Friday, February 13, 2009

Money and Its Management

I was dreading our meeting with your financial planner, Larry. 

After all, I had not been opening  the 401K statements for the past six months because I didn’t want to know just how much we had lost.

Our “nest egg” for retirement,  the money set aside to pay for college tuition, the money we had faithfully been  withdrawing from our pay checks every month, all of this had taken a huge battering.  All this on top of J’s job loss and the  sudden stopping  of all contributions to our 401Ks.

 I had been fretting over the numerous mistakes we had made. Why hadn’t we done as some of our friends who after they had inherited money or sold a house had just  left their money sitting  in  a CD’s while they were waiting to figure out what to do next and had  not been  impacted by these losses... Or others who had seen it coming, and had taken out of their money from the  stock market before this latest unprecedented collapse?

 I was no longer  sure where to direct my anger. At the boss who had laid off my husband, or the CEO of this corporation, or at the mortgage industry and all the bad loans that had been made and sold, or at the hedge fund managers and their crazy gambling or the banks managers who were compensated even as their business failed with yearly salaries that were ten times more than what we would make in a life time. 

Or should I be mad at our financial planner who did not advise us to  pull all our money out of stock before they fell?

 I was mad at all of them.  We  had been the responsible ones, the ones who knew we would need to save in order to retire. The ones who  had  faithfully been paying off our home loan, not borrowed from our house, not taken lines of credit,  not run up credit card debt.  We had carefully drawn up a plan  with  the services of a financial planner  and what came of it?  Wouldn’t we have been better off not paying that  percent for Larry to manage our money only to  see so much of it lost like this?

But there he was, the real man, starting right into  his presentation by putting in front of us reams and reams of papers covered with numbers. This was our life.  I might as well have been looking at a foreign language. It was so different from the words I’d been writing about in this blog. But in it’s way it was actually weirdly comforting.

 This  gray haired, balding man, his desk  cluttered  with binders, his walls covered with old diplomas,  educating us about  the last 80 years of the market, what it had taught us, as if he were  someone who had seen it all  and knew  what had happened,  how the bursting of the housing bubble was one thing but no one had predicted the credit market crashing as it did, the major institutions all falling at once.

I heard him saying the words I thought about every night:We don’t yet know where the bottom is  but it’s going to get worse, and the market may go down even further before it stabilizes.   There will be more blood  letting.

 And somehow even these words were comforting, because there was someone else talking to me about IT: this biggest fear of mine.

 The comfort flooded me finally. I was in a conversation that could help me.
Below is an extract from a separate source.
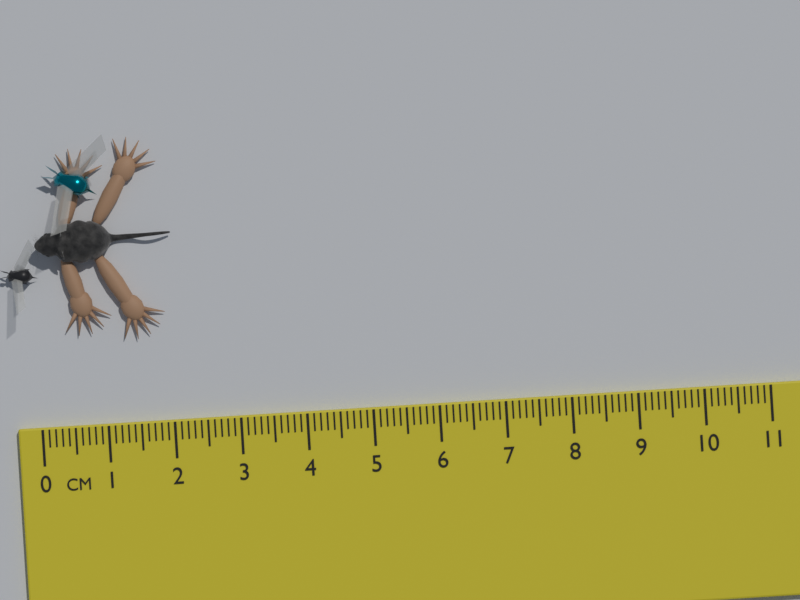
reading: 2.1 cm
 You must keep perspective, keep level headed, look at what’s in front of you. There will be  more deflation, and then, massive inflation. So put on the seat belt, buckle in, hunker down, get your values straight, hang in there and support your family. Do what makes sense so you can feel good about what you are doing.

I sit back and breath, realizing  that we are no longer just talking about J and me, about a job or no job, but about planning, about stabilizing,  about our  kids, and  our future. 

This was reality therapy, money therapy. Something all of us needed right now. A sobering, clear headed talk about figures and planning.

 Larry was saying:  It is  not how much you make but how much you don’t lose in bad markets.

He was  talking  about  the wisdom one  gains from experience, and finally I realized why I am feeling more comfortable.   We want  this in our advisors.

 Larry puts it this way.  In this profession gray hair and no hair are a good thing because you know you are with someone  you has seen it all before and knows that  there is no short cut. 

So here it is, the story I have been telling, about why it’s important to turn to those who have experience   and learn these lessons.  We will survive the bi-polar cycles of the market , and find our way to back to doing the right  thing.

 Numbers are  numbers.  We can’t argue with them. It helps when there is someone who can explain them in a way that  actually makes sense.  In the midst of all this upheaval we are going through,  someone who helps us  feel that in the end it must all mean something.